4. Incompatibility of Bilinearity and Negation—Feature Collapse
A central negative result arises when combining bilinearity and the negation-equivariance demanded by LPA. Idempotence for conjunction gives
but bilinearity insists
yielding and thus . Consequently, all atomic feature vectors necessarily collapse to zero, making conjunction (and therefore relational composition) impossible under strict linear propagation. This collapse demonstrates the structural impossibility of achieving fully systematic logical propagation via first-order gradient updates for binary relations (Chang et al., 29 Jan 2026).
5. Empirical and Theoretical Consequences
Several observed failures in neural knowledge manipulation are explained by the impossibility results associated with LPA:
| Failure Mode | Underlying Mechanism | LPA Constraint |
|---|---|---|
| Knowledge Editing | Feature geometry collapse | Anti-alignment under negation, bilinear edits |
| Reversal Curse | Converse not enforced | No systematic reverse propagation |
| Multi-Hop Reasoning | Composition collapse | Bilinearity incompatible with negation |
Local editing approaches (e.g., ROME, MEMIT) operate in the linearized tangent space, and LPA would require impossible geometric relations among feature gradients. The reversal curse refers to the inability of updates to to propagate systematically to . Multi-hop reasoning failures stem from the collapse of conjunction under LPA for composed relations (Chang et al., 29 Jan 2026).
6. Mitigation Strategies and Future Directions
To address the limitations inherent in LPA, several approaches have been suggested:
- Higher-order or nonlinear editing: Moves beyond tangent-space geometry, aiming for more expressive updates.
- Memory-based edits: Methods such as SERAC and MeLLo maintain corrected facts externally, routing queries to ensure coherence.
- Architectures with explicit tensor-product or binding modules: These can enforce logical symmetries by design rather than by propagation.
- Regularization of gradient features: Partially aligning with or with during training can ameliorate some constraints.
A plausible implication is that models seeking true logical coherence under parameter updates must abandon the pure first-order regime, incorporate architectural inductive biases, or utilize multi-stage memory augmentation techniques (Chang et al., 29 Jan 2026).

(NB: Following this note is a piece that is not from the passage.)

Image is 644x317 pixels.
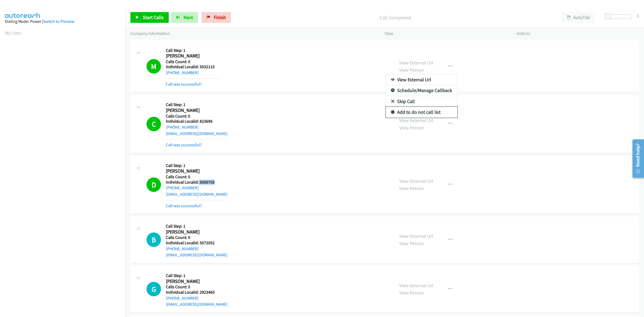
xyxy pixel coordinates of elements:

7. Summary and Structural Insights
The Linear Propagation Assumption, while conceptually attractive for scalable knowledge editing and logical consistency, is structurally incompatible with binary relational logic when implemented using first-order gradient updates. Systematic propagation of edits through negation, converse, and composition requires tensor factorizations and bilinear mappings that are mutually incompatible under the constraints of LPA, leading to the collapse of feature maps. These findings elucidate the need for alternative strategies in neural network design for relational knowledge, indicating that progress in systematic knowledge editing and logical coherence will rely on mechanisms transcending simple linear propagation and local gradient methods (Chang et al., 29 Jan 2026).